While Boris was involved in the maneuvering to keep the Jews of “Old” Bulgaria in Bulgaria, he did not, to paraphrase Justice Jackson, take any steps whatsoever to spare the Jews of Macedonia, Thrace, and Pirot from the horrors that awaited them. Metropolitan Stefan, for one, begged him to do so on several occasions, but to no avail. Boris could, for example, have accorded these “foreign” Jews Bulgarian citizenship since it was a decree from his government that had precluded them from acquiring this citizenship. Or he could have simply ordered that they not be deported. Or he could have at least spoken out publicly on their behalf.
It is safe to assume that he considered these Jews to be expendable and the price – perhaps, in his view, a small price – he and Bulgaria had to pay to at least somewhat satisfy his friend Hitler and Bulgaria’s ally, Germany. Thus, Boris consciously allowed them to be rounded up, detained in tobacco warehouses, and ultimately put on trains bound for Treblinka by Bulgarian soldiers and policemen.
The record is clear that Boris did nothing, absolutely nothing, and uttered not one word to help the Jews in Macedonia, Thrace and Pirot. Instead, as Todorov stated categorically, “the king was in fact responsible for the deportation to the death camps of 11,343 people . . . .”
Incidentally, under Article 6 of the Charter of the International Military Tribunal and under Articles 7 and 8 of the Rome Statute of the International Criminal Court, this deportation falls four square within the definitions of both a war crime and a crime against humanity. And the failure on the part of the present-day Bulgarian government to publicly and unequivocally acknowledge that Bulgarians perpetrated this war crime and crime against humanity is a gross dereliction of its responsibility to the murdered Jews of Macedonia, Thrace, and Pirot and to history. It also violates the government’s obligation to “safeguard the historical record” on which Bulgaria’s membership in the International Holocaust Remembrance Alliance is predicated.
Absolute Demonization vs. Mythologized Glorification
All of which leaves us with the realization that, while there are absolutes of good and evil, the human condition also inevitably incorporates an ambiguity in both good and evil.
Dimitâr Peshev, Metropolitan Stefan, and Metropolitan Kiril represent absolute good. All three have long been recognized as Righteous Among the Nations by Israel’s Holocaust remembrance center Yad Vashem.
Petâr Gabrovski and Alexander Belev, meanwhile, represent absolute evil. Gabrovski was executed and Belev killed after the Red Army took control of Bulgaria in 1944. I don’t think anyone is shedding any tears over either of them.
And King Boris III? He falls somewhere in between.

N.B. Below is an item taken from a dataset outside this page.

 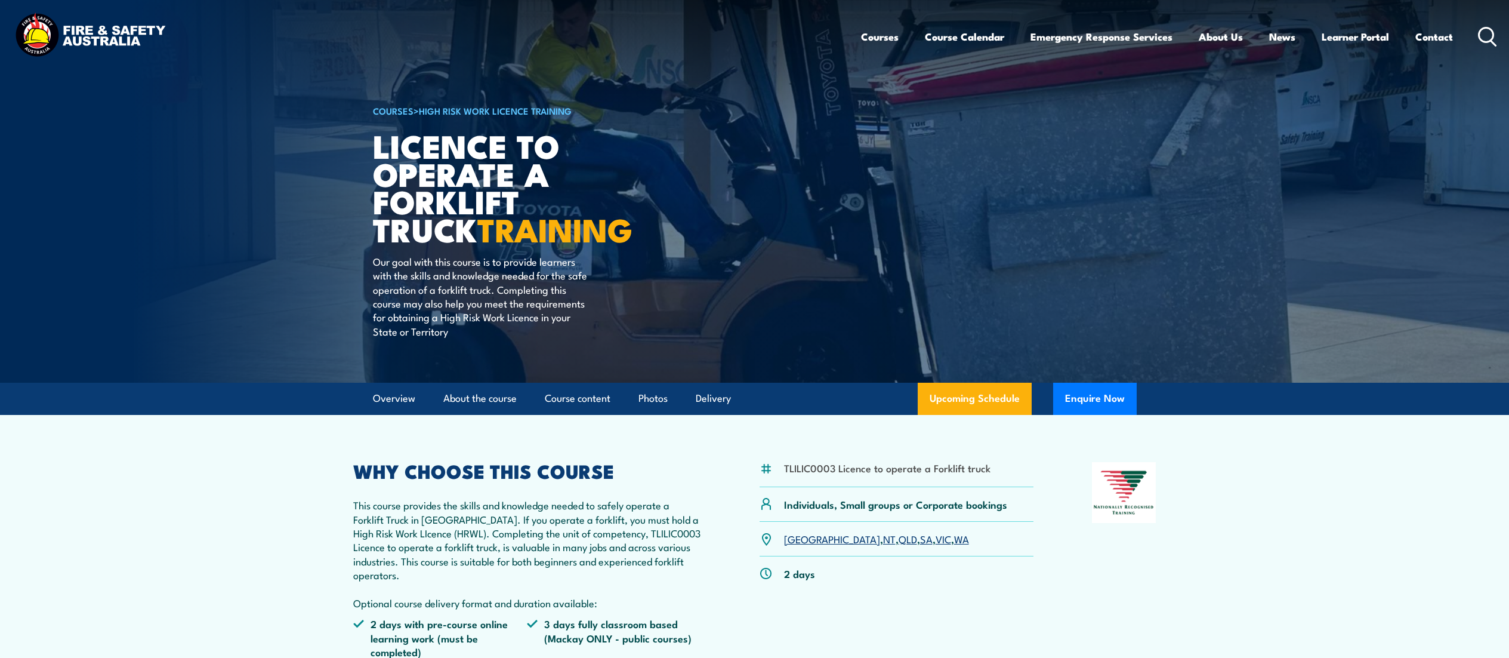 What do you see at coordinates (482, 296) in the screenshot?
I see `p: Our goal with this course is to provide learners with the skills and knowledge needed for the saf...` at bounding box center [482, 296].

He has check marks on both sides of the ledger – a ledger which, as Emmy Barouh points out, must be considered in its entirety. Accordingly, both the absolute demonization of Boris and the blind mythologized glorification of his actions during World War II, especially in the late winter and spring of 1943, are unconscionable distortions of history.
To be valid, history must be predicated on absolute, uncompromising truth, not manipulation. Eighty years ago, 48,000 Jews were not deported from Bulgaria while 11,343 other Jews were cruelly loaded on trains bound for Treblinka, where they were murdered. These are two interdependent realities that cannot be and must not be allowed to be uncoupled.
The fact that 48,000 Bulgarian Jews were saved in no way diminishes the tragedy and in no way mitigates the horror of the 11,343 Jews who were sent to their death at the behest of the government of King Boris III. And the fact that the Jews of Macedonia, Thrace, and Pirot were deported to be killed takes nothing away from the equal truth that the same King Boris was part of, in Bauer’s words, the “unlikely alliance” that kept the Jews of “Old” Bulgaria from suffering the same fate.